NEWS
By Thomas W. Waldron and Thomas W. Waldron,Staff Writer | August 25, 1992
MIAMI -- Laurice Smith didn't know what else to do, so sh decided to run a hoe across her kitchen floor.The hoe was for the mess left behind after Hurricane Andrew ripped through southern Florida, killing at least 11 people with its 160-mph gusts of wind. Mrs. Smith raked up the remnants of the storm's fury: a soggy pile of newspapers, broken glass, attic insulation and a small white phone."I have to do something," Mrs. Smith said. "We did not know where to start."She could have started anywhere in what was left of her two-story yellow house.
BUSINESS
By David Conn and David Conn,Staff Writer | September 11, 1992
Military analogies are inevitable.Norman P. Blake Jr., chairman of USF&G Corp., returned from South Florida on Tuesday evening, shaking his head over the destruction he witnessed from the nation's costliest natural disaster. "It's like in a war zone," he said.Mr. Blake's purpose was to review his troops, boost the morale of a few dozen people working under exhausting conditions and meet with customers whose lives have been disrupted. "I walked away from there saying, 'God, the courage and capacity of these people to maintain their dignity,' " he said in an interview this week.
NEWS
By Gilbert A. Lewthwaite and Gilbert A. Lewthwaite,SUN NATIONAL STAFF | July 12, 1996
NEW YORK -- A United Nations aid agency yesterday accused Sudan's Islamic fundamentalist government of banning food flights to a beleaguered rebel-held war zone, threatening hundreds of thousands with starvation and death.Holding up a photograph of a child with a bloated abdomen and matchstick legs, Catherine Bertini, executive director of the U.N.'s World Food Program, said:"When people look like this, and more and more children are dying any decision not to allow food to reach them is cruel."
NEWS
By Tom Keyser and Tom Keyser,Evening Sun Staff | May 13, 1991
Corean Humphrey spread out a quilt last winter and for two months slept on the floor. She was afraid she'd get shot if she slept in her bed."People talk about having a war in Saudi Arabia," says Humphrey, who lives two blocks south of Bon Secours Hospital. "We were having a war right here on Pulaski and Hollins Street."They shot through my kitchen door. They shot through my neighbor's window . . . I didn't sleep in my bed on account of people shooting. By my windows being low they could have shot through the windows and hit me in bed."
NEWS
By Article by Abigail Tucker and Article by Abigail Tucker,SUN REPORTER | August 5, 2007
Balad Air Base, Iraq -- The boy was dying much faster now. His blood pressure had skyrocketed, and his pulse was in the 180s. Standing at the foot of his bed, Dr. Heather Cereste could see his heart shudder in his skinny chest. His father seemed to sense what was coming. It was past midnight, Heather would later recall, and he was still at the bedside of his 6-year-old, who had been shot in the head while playing outside his Baghdad home. The father had been waiting this way for several days, dressed in the same black robe, stroking the boy's shaved head or resting his own head on the child's legs.
NEWS
By Julie Bykowicz and Julie Bykowicz,SUN STAFF | May 4, 2003
The morning after Baltimore police visited 48 drinking establishments as part of a new nightclub enforcement initiative, residents near one bar in West Baltimore awoke to a spray of gunfire that left two men dead and two others wounded. All four suffered multiple gunshot wounds in what police say may have been a drive-by shooting about 7:30 a.m. yesterday outside 2-Spot Bar at Wheeler Avenue and Calverton Road. None of the victims had been identified yesterday. Police Commissioner Kevin P. Clark said yesterday morning's violence underlines the problem with bars and clubs that stay open until 5 a.m. "These things aren't happening outside somebody's house," Clark said yesterday.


§ WORK INSTRUCTION: Give back each entry exactly as written, apart from the pictures.

Dataset records
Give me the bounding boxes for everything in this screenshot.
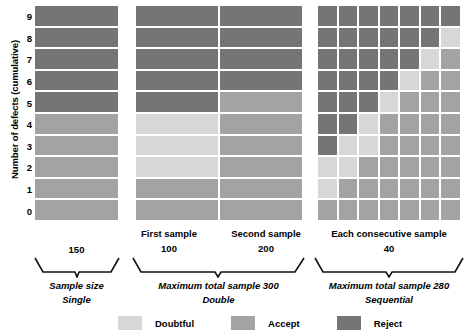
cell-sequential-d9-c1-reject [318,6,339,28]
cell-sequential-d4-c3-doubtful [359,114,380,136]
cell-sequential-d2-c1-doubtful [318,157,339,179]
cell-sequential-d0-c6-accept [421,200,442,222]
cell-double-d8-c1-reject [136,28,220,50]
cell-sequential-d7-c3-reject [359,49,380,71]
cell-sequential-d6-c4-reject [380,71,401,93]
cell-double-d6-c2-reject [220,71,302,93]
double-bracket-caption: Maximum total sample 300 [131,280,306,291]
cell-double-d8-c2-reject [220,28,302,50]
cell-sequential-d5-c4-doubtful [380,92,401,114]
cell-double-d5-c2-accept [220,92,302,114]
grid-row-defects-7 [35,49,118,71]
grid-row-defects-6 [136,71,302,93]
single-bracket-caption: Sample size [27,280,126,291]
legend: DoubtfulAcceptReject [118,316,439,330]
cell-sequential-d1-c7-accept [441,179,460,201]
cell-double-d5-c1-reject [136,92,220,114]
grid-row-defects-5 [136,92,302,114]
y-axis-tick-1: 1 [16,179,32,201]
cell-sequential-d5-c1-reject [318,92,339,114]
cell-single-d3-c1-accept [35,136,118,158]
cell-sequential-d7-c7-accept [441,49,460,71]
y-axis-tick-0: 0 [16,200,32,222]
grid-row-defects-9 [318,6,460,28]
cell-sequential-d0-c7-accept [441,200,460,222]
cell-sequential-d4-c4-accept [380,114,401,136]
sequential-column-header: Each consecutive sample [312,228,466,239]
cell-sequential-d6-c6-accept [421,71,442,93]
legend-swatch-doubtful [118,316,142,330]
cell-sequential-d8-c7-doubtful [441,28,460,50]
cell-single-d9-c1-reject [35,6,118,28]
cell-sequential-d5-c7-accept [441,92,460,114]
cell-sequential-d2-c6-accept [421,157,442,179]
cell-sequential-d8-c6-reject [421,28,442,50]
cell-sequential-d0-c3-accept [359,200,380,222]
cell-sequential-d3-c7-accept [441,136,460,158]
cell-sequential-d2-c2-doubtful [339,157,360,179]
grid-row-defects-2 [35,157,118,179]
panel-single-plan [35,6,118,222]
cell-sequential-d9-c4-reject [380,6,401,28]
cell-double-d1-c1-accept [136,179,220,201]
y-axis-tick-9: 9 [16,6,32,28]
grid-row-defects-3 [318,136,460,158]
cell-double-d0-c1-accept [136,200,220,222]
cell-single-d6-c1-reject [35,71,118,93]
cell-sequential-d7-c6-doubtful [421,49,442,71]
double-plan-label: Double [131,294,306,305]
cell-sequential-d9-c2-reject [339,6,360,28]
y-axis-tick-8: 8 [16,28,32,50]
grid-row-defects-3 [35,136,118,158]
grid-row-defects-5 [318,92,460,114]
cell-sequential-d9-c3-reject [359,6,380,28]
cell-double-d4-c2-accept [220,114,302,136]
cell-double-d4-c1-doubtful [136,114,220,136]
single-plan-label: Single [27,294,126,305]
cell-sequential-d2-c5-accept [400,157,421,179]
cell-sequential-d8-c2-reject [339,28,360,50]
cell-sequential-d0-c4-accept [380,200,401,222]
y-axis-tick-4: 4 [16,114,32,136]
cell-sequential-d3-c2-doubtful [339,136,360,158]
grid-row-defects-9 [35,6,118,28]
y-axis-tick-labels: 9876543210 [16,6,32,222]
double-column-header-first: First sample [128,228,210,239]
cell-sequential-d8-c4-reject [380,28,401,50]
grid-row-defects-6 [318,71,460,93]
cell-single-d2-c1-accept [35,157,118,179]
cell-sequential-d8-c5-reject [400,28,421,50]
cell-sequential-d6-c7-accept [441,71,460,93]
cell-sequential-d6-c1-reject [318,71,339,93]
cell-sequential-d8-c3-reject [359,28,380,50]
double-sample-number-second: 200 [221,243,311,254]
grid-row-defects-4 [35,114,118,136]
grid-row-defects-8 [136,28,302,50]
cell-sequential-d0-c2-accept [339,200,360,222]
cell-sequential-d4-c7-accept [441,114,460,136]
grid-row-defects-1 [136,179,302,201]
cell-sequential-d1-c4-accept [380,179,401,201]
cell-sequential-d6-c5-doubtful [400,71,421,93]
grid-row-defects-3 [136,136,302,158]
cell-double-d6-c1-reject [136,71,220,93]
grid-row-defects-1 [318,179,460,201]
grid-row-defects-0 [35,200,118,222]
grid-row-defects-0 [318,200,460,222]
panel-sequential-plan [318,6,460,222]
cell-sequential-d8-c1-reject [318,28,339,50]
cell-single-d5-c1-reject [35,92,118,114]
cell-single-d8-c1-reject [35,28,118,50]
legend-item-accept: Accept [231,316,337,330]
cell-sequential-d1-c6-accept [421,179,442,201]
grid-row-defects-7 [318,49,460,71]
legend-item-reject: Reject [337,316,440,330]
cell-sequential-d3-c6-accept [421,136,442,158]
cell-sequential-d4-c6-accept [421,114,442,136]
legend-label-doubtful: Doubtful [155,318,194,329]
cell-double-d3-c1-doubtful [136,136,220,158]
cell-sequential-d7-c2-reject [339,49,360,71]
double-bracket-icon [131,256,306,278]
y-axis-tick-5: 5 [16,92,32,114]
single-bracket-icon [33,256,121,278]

§ SOLUTION TO THIS TASK:
Give me the bounding boxes for everything in this screenshot.
cell-sequential-d9-c1-reject [318,6,339,28]
cell-sequential-d4-c3-doubtful [359,114,380,136]
cell-sequential-d2-c1-doubtful [318,157,339,179]
cell-sequential-d0-c6-accept [421,200,442,222]
cell-double-d8-c1-reject [136,28,220,50]
cell-sequential-d7-c3-reject [359,49,380,71]
cell-sequential-d6-c4-reject [380,71,401,93]
cell-double-d6-c2-reject [220,71,302,93]
double-bracket-caption: Maximum total sample 300 [131,280,306,291]
cell-double-d8-c2-reject [220,28,302,50]
cell-sequential-d5-c4-doubtful [380,92,401,114]
cell-double-d5-c2-accept [220,92,302,114]
grid-row-defects-7 [35,49,118,71]
grid-row-defects-6 [136,71,302,93]
single-bracket-caption: Sample size [27,280,126,291]
legend: DoubtfulAcceptReject [118,316,439,330]
cell-sequential-d1-c7-accept [441,179,460,201]
cell-double-d5-c1-reject [136,92,220,114]
grid-row-defects-5 [136,92,302,114]
y-axis-tick-1: 1 [16,179,32,201]
cell-sequential-d5-c1-reject [318,92,339,114]
cell-single-d3-c1-accept [35,136,118,158]
cell-sequential-d7-c7-accept [441,49,460,71]
y-axis-tick-0: 0 [16,200,32,222]
grid-row-defects-9 [318,6,460,28]
cell-sequential-d0-c7-accept [441,200,460,222]
cell-sequential-d4-c4-accept [380,114,401,136]
sequential-column-header: Each consecutive sample [312,228,466,239]
cell-sequential-d6-c6-accept [421,71,442,93]
legend-swatch-doubtful [118,316,142,330]
cell-sequential-d8-c7-doubtful [441,28,460,50]
cell-single-d9-c1-reject [35,6,118,28]
cell-sequential-d5-c7-accept [441,92,460,114]
cell-sequential-d2-c6-accept [421,157,442,179]
cell-sequential-d8-c6-reject [421,28,442,50]
cell-sequential-d0-c3-accept [359,200,380,222]
cell-sequential-d3-c7-accept [441,136,460,158]
cell-sequential-d2-c2-doubtful [339,157,360,179]
grid-row-defects-2 [35,157,118,179]
panel-single-plan [35,6,118,222]
cell-sequential-d9-c4-reject [380,6,401,28]
cell-double-d1-c1-accept [136,179,220,201]
y-axis-tick-9: 9 [16,6,32,28]
grid-row-defects-3 [318,136,460,158]
cell-double-d0-c1-accept [136,200,220,222]
cell-single-d6-c1-reject [35,71,118,93]
cell-sequential-d7-c6-doubtful [421,49,442,71]
double-plan-label: Double [131,294,306,305]
cell-sequential-d9-c2-reject [339,6,360,28]
y-axis-tick-8: 8 [16,28,32,50]
grid-row-defects-3 [35,136,118,158]
grid-row-defects-5 [318,92,460,114]
cell-sequential-d9-c3-reject [359,6,380,28]
cell-double-d4-c2-accept [220,114,302,136]
cell-double-d4-c1-doubtful [136,114,220,136]
single-plan-label: Single [27,294,126,305]
cell-sequential-d2-c5-accept [400,157,421,179]
cell-sequential-d8-c2-reject [339,28,360,50]
cell-sequential-d0-c4-accept [380,200,401,222]
y-axis-tick-4: 4 [16,114,32,136]
cell-sequential-d3-c2-doubtful [339,136,360,158]
grid-row-defects-9 [35,6,118,28]
y-axis-tick-labels: 9876543210 [16,6,32,222]
double-column-header-first: First sample [128,228,210,239]
cell-sequential-d8-c4-reject [380,28,401,50]
grid-row-defects-6 [318,71,460,93]
cell-single-d2-c1-accept [35,157,118,179]
cell-sequential-d8-c5-reject [400,28,421,50]
cell-sequential-d6-c7-accept [441,71,460,93]
cell-sequential-d6-c1-reject [318,71,339,93]
cell-sequential-d8-c3-reject [359,28,380,50]
double-sample-number-second: 200 [221,243,311,254]
grid-row-defects-4 [35,114,118,136]
grid-row-defects-8 [136,28,302,50]
cell-sequential-d0-c2-accept [339,200,360,222]
cell-sequential-d4-c7-accept [441,114,460,136]
grid-row-defects-1 [136,179,302,201]
cell-sequential-d1-c4-accept [380,179,401,201]
cell-sequential-d6-c5-doubtful [400,71,421,93]
grid-row-defects-3 [136,136,302,158]
cell-double-d6-c1-reject [136,71,220,93]
grid-row-defects-1 [318,179,460,201]
grid-row-defects-0 [35,200,118,222]
grid-row-defects-0 [318,200,460,222]
panel-sequential-plan [318,6,460,222]
cell-sequential-d8-c1-reject [318,28,339,50]
cell-single-d5-c1-reject [35,92,118,114]
cell-single-d8-c1-reject [35,28,118,50]
legend-item-accept: Accept [231,316,337,330]
cell-sequential-d1-c6-accept [421,179,442,201]
grid-row-defects-7 [318,49,460,71]
legend-item-reject: Reject [337,316,440,330]
cell-sequential-d3-c6-accept [421,136,442,158]
cell-sequential-d4-c6-accept [421,114,442,136]
legend-label-doubtful: Doubtful [155,318,194,329]
cell-double-d3-c1-doubtful [136,136,220,158]
cell-sequential-d7-c2-reject [339,49,360,71]
double-bracket-icon [131,256,306,278]
y-axis-tick-5: 5 [16,92,32,114]
single-bracket-icon [33,256,121,278]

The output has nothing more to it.